Designed by Anthony Nouveau and published by Arcane Wonders and Corax Games, Picture Perfect offers an ingenious twist on deduction and puzzle optimisation games. The premise is simple: the 2-4 players (or 2-6 if you add the 5/6-player expansion) are society photographers setting up to take the Perfect Picture. The problem is that all the participants have their own idiosyncratic preferences of where they want to be situated and who they do or don't want positioned near them.
For each of this game's 14 characters (which includes the dog and the potted plant) there'll be three cards concealed in an envelope. These specify that character's particular requirements, and it's possible some may even be mutually exclusive: a character may have a card that inists they are at the edge of the picture and another card that demands they are in a central position. We guess it may be theoretically possible for every character's desires to be fully met but the likelihood is that one character's preferences will conflict with those of another character, so players will have to work out how best to optimise the standees for the tableau that will become their photo. You need to remember what you know about each character and, to cap it all, players are each working with incomplete information: you each start off with some envelopes and you expand your knowledge by trading with others or by auctioning information.
And as a satisfying denouement, players are encouraged to use their smartphones to take an actual photo of their finished tableau and use that to work out the scores at the end of the game.
With art from Ronny Libor, Sören Meding, Gyula Pozsgay and Maja Wrzosekhe, the standees in the core game look as tho' they hail from the Edwardian period (early 20th Century). In addition to the 5/6 player expansion, there are some further fun expansions that broadly tie in with this period setting. Each comes with sufficient components for the fully expanded six-player game, and for each there are new standees that are substituted for a random selection of those in the original game. This can be a bit fiddly to set up because it doesn't just mean taking out some specific standees but also all the preferences cards that refer to the characters you are taking out.
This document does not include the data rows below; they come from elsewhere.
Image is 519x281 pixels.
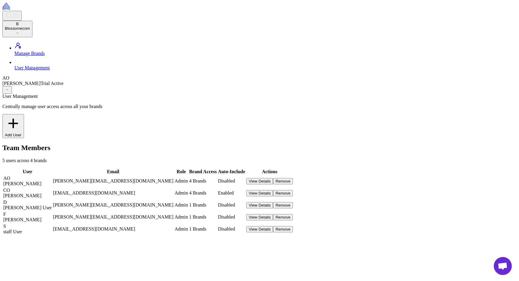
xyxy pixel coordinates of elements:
[2,2,47,10] img: Raleon Logo
[189,226,206,232] span: 1 Brands
[273,202,293,208] button: Remove
[189,214,206,220] span: 1 Brands
[174,214,188,220] span: Admin
[53,169,174,175] th: Email
[273,190,293,196] button: Remove
[246,214,273,220] button: View Details
[273,178,293,184] button: Remove
[3,224,52,229] div: S
[218,226,235,232] span: Disabled
[174,202,188,208] span: Admin
[218,214,235,220] span: Disabled
[174,190,188,196] span: Admin
[189,190,206,196] span: 4 Brands
[494,257,512,275] div: Open chat
[14,65,50,70] span: User Management
[246,190,273,196] button: View Details
[246,226,273,232] button: View Details
[3,181,52,186] div: [PERSON_NAME]
[2,114,24,138] button: Add User
[53,226,173,232] div: [EMAIL_ADDRESS][DOMAIN_NAME]
[41,81,63,86] span: Trial Active
[3,176,52,181] div: AO
[174,178,188,183] span: Admin
[3,169,52,175] th: User
[273,214,293,220] button: Remove
[5,22,30,26] div: B
[3,229,52,235] div: staff User
[174,169,188,175] th: Role
[174,226,188,232] span: Admin
[2,5,47,11] a: Raleon Logo
[53,202,173,208] div: [PERSON_NAME][EMAIL_ADDRESS][DOMAIN_NAME]
[246,178,273,184] button: View Details
[53,178,173,184] div: [PERSON_NAME][EMAIL_ADDRESS][DOMAIN_NAME]
[218,190,234,196] span: Enabled
[189,169,217,175] th: Brand Access
[273,226,293,232] button: Remove
[246,202,273,208] button: View Details
[53,190,173,196] div: [EMAIL_ADDRESS][DOMAIN_NAME]
[218,202,235,208] span: Disabled
[3,188,52,193] div: CO
[5,26,30,31] span: Blossomecom
[53,214,173,220] div: [PERSON_NAME][EMAIL_ADDRESS][DOMAIN_NAME]
[246,169,293,175] th: Actions
[218,169,246,175] th: Auto-Include
[2,81,41,86] span: [PERSON_NAME]
[3,205,52,211] div: [PERSON_NAME] User
[3,200,52,205] div: D
[189,202,206,208] span: 1 Brands
[3,212,52,217] div: F
[14,51,45,56] span: Manage Brands
[218,178,235,183] span: Disabled
[3,193,52,199] div: [PERSON_NAME]
[189,178,206,183] span: 4 Brands
[2,21,32,37] button: BBlossomecom
[3,217,52,223] div: [PERSON_NAME]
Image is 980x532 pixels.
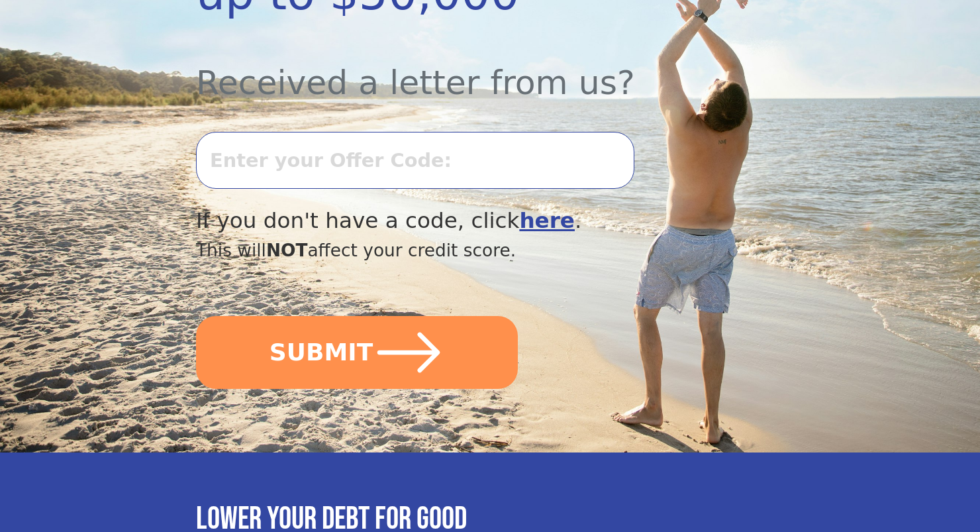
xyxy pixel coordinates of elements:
[196,316,518,389] button: SUBMIT
[196,28,696,108] div: Received a letter from us?
[196,204,696,237] div: If you don't have a code, click .
[196,132,634,189] input: Enter your Offer Code:
[266,239,308,260] span: NOT
[196,237,696,264] div: This will affect your credit score.
[519,208,575,233] a: here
Anthony Nouveau's Movie Star expansion introduces some of the stars of the Silent era: Charlie Chaplin, Laurel & Hardy (a 'paired' standee with its own special requirements) and an actress who is portrayed with her back to the audience. The expansion also introduces some new preferences that require characters to be facing towards each other. There are also preference cards specifying that the character wants to have their face closest to the movie star in the final photo. This latter criteria can be quite a tight calculation, so the position from which you take your actual photo could well affect whether or not you score for it.
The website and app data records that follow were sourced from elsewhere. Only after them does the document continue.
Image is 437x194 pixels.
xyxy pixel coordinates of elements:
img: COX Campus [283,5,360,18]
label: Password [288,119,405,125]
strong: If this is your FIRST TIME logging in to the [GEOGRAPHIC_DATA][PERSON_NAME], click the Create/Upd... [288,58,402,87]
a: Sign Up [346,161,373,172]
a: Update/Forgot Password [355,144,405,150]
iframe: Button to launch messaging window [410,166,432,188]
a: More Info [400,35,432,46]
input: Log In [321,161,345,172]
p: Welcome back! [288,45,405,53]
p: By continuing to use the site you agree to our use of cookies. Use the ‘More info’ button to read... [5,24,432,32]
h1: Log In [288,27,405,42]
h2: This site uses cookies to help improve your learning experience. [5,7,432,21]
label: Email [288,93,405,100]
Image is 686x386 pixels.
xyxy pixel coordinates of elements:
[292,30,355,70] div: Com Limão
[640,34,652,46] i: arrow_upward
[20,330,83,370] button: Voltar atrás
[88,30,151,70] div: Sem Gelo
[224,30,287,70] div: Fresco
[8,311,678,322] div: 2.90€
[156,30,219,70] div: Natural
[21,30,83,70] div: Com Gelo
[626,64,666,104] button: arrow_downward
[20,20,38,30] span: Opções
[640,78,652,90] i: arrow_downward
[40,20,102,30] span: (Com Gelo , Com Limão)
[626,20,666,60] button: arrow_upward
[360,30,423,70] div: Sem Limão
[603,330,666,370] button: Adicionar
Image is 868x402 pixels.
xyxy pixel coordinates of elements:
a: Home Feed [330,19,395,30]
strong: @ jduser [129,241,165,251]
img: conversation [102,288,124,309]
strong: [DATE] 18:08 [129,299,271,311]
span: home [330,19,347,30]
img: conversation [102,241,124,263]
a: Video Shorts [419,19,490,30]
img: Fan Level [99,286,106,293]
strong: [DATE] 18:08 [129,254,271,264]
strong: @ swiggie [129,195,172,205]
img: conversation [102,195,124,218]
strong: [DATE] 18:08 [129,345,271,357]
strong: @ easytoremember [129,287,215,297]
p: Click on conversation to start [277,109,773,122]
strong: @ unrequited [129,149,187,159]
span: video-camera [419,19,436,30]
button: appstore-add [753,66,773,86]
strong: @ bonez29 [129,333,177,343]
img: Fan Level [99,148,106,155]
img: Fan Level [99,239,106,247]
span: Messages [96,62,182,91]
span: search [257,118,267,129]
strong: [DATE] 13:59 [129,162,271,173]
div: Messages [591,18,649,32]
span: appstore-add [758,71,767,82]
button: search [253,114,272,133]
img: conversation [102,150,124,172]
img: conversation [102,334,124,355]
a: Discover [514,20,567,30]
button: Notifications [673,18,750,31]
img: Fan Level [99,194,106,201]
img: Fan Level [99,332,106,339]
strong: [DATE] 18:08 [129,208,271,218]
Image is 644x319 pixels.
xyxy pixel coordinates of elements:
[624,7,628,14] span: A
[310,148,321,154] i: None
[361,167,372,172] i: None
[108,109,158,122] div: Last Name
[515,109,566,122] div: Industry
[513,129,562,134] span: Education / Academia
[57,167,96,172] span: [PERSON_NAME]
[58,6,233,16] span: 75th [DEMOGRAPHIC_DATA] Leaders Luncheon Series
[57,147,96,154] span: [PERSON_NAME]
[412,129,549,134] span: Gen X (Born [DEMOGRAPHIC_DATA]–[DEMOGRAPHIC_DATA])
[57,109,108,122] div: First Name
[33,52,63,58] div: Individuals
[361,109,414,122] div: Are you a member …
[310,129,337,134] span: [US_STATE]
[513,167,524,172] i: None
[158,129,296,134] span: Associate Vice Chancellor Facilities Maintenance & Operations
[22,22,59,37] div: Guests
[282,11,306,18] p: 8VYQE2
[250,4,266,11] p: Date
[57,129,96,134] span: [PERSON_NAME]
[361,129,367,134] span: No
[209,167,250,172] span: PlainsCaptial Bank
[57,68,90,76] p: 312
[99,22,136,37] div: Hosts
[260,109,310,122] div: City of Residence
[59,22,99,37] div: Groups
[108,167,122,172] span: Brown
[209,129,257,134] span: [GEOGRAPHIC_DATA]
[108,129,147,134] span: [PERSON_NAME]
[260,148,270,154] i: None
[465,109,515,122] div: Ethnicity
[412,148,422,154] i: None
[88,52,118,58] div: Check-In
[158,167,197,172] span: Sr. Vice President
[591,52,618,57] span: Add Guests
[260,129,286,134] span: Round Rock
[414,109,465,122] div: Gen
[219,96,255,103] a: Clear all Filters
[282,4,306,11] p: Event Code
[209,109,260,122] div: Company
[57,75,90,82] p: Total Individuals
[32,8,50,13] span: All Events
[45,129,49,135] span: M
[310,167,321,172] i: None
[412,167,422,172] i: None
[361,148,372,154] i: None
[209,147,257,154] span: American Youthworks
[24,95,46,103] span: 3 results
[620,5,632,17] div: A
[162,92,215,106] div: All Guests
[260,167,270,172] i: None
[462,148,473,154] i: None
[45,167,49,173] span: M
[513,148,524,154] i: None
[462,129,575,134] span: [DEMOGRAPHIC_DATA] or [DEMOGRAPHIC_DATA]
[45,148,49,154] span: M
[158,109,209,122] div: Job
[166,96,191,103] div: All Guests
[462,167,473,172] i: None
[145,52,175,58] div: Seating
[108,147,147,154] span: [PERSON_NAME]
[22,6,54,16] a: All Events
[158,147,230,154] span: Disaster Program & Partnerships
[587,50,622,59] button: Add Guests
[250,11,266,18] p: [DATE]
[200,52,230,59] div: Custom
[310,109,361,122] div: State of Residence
In the Pickpocket expansion, designed by Rico Besteher and Frank Noack, you're introducing three thieves into the mix. There are a couple of different ways of using this expansion but the upshot is that valuables will be hidden among other characters and you'll score points for your thieves if they are next to a character with a valuable and have their face completely obscured in the photograph... Picture Perfect already has quite a challenging memory element but the Pickpocket expansion steps that up another notch, particularly as you don't place out your pickpocket standees until all the other standees are already in position.
With the Sherlock expansion, Anthony Nouveau adds a further game within a game. You aren't just introducing three new characters (standees for Holmes, Watson and Irene Adler) you're also trying to solve a murder. This expansion introduces alibi cards to go alongside the ordinary preferences. The idea is that when you see an alibi card you can eliminate that character as a suspect. You want then to position Holmes and Watson in the photo so that they are adjacent to the murderer... You can also score points tho' for helping the murderer to escape...
Picture Perfect is a game we return to time and again. We've enjoyed the core game and we've enjoyed playing each of the expansions; indeed, you can even play with all the expansions combined! And players are all playing simultaneously so there are no 'turns', which means that even adding the 5/6 player expansion and upping the player count to six doesn't greatly increase the playing time above that of a two- or three-player game; just expect to take longer working out the final scoring.